Although "fiduciary" is not a word used in everyday conversation, it's a term every investor would do well to learn. "Fiduciary" principles — derived from the Latin word for "trust" — have become a mainstay of modern law and society.
Having debuted in written law during the time of the Romans and gained prominence in English common law, today fiduciary principles are called upon to govern relationships of trust spanning many sectors, including retirement plans and health care, charities, family relationships and guardianships, corporations and employment, bankruptcy and trusts, and the list goes on.
A fiduciary relationship requires the utmost allegiance — what Supreme Court Justice Benjamin Cardozo famously described as "the punctilio of an honor the most sensitive."
On June 29, the Department of Labor issued a proposal to strengthen and harmonize requirements for fiduciaries that provide investment advice to participants in employer-sponsored retirement plans and individual retirement accounts (IRAs).
In its proposed Improving Investment Advice for Workers & Retirees Exemption, the department furthers the Trump administration's commitment to putting workers first by strengthening participant protections while preserving investment advice options in privately sponsored retirement plans. This effort will help empower Americans to make independent and informed financial decisions, save for retirement and build individual wealth.
The department's proposal, which authorizes a wide variety of beneficial advice relationships while protecting retirement investors from abuse, is necessary in light of the many changes to the retirement market in recent decades, including changes to the ways retirement savers access investment advice. In the last half-century, we have seen a significant shift in the retirement landscape as workers now have more control of and responsibility for their retirement savings.
In 1981, about 64% of all pension plan participants had a "traditional" defined benefit pension. By 2017, this number was only 25%. Instead, defined contribution plans such as 401(k)s have grown in popularity, and in 2019, retirement savers had a total of $7.4 trillion invested in these plans.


(DIRECTIONS FOR THIS TASK)
Everything in the listing must be repeated word for word.

(PROVIDED RECORDS)
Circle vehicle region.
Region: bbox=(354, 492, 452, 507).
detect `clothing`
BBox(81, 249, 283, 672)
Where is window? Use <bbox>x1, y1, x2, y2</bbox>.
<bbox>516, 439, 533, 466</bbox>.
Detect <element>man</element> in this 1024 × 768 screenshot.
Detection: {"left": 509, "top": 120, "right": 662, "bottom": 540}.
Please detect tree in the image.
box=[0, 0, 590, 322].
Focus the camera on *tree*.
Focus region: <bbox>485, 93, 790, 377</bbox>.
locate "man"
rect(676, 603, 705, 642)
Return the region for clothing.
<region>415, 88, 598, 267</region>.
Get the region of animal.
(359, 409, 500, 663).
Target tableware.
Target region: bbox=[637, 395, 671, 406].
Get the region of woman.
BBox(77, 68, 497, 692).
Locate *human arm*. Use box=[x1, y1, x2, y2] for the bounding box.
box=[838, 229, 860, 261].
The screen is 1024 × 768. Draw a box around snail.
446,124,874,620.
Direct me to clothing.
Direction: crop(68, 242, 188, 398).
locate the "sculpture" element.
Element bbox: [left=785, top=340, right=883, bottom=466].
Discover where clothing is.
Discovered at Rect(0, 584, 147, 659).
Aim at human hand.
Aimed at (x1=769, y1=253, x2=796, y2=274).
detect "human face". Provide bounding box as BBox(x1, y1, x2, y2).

(TASK ANSWER)
Circle vehicle region.
Region: bbox=(354, 492, 452, 507).
detect `clothing`
BBox(81, 249, 283, 672)
Where is window? Use <bbox>x1, y1, x2, y2</bbox>.
<bbox>516, 439, 533, 466</bbox>.
Detect <element>man</element> in this 1024 × 768 screenshot.
Detection: {"left": 509, "top": 120, "right": 662, "bottom": 540}.
Please detect tree in the image.
box=[0, 0, 590, 322].
Focus the camera on *tree*.
Focus region: <bbox>485, 93, 790, 377</bbox>.
locate "man"
rect(676, 603, 705, 642)
Return the region for clothing.
<region>415, 88, 598, 267</region>.
Get the region of animal.
(359, 409, 500, 663).
Target tableware.
Target region: bbox=[637, 395, 671, 406].
Get the region of woman.
BBox(77, 68, 497, 692).
Locate *human arm*. Use box=[x1, y1, x2, y2] for the bounding box.
box=[838, 229, 860, 261].
The screen is 1024 × 768. Draw a box around snail.
446,124,874,620.
Direct me to clothing.
Direction: crop(68, 242, 188, 398).
locate the "sculpture" element.
Element bbox: [left=785, top=340, right=883, bottom=466].
Discover where clothing is.
Discovered at Rect(0, 584, 147, 659).
Aim at human hand.
Aimed at (x1=769, y1=253, x2=796, y2=274).
detect "human face". Provide bounding box as BBox(x1, y1, x2, y2).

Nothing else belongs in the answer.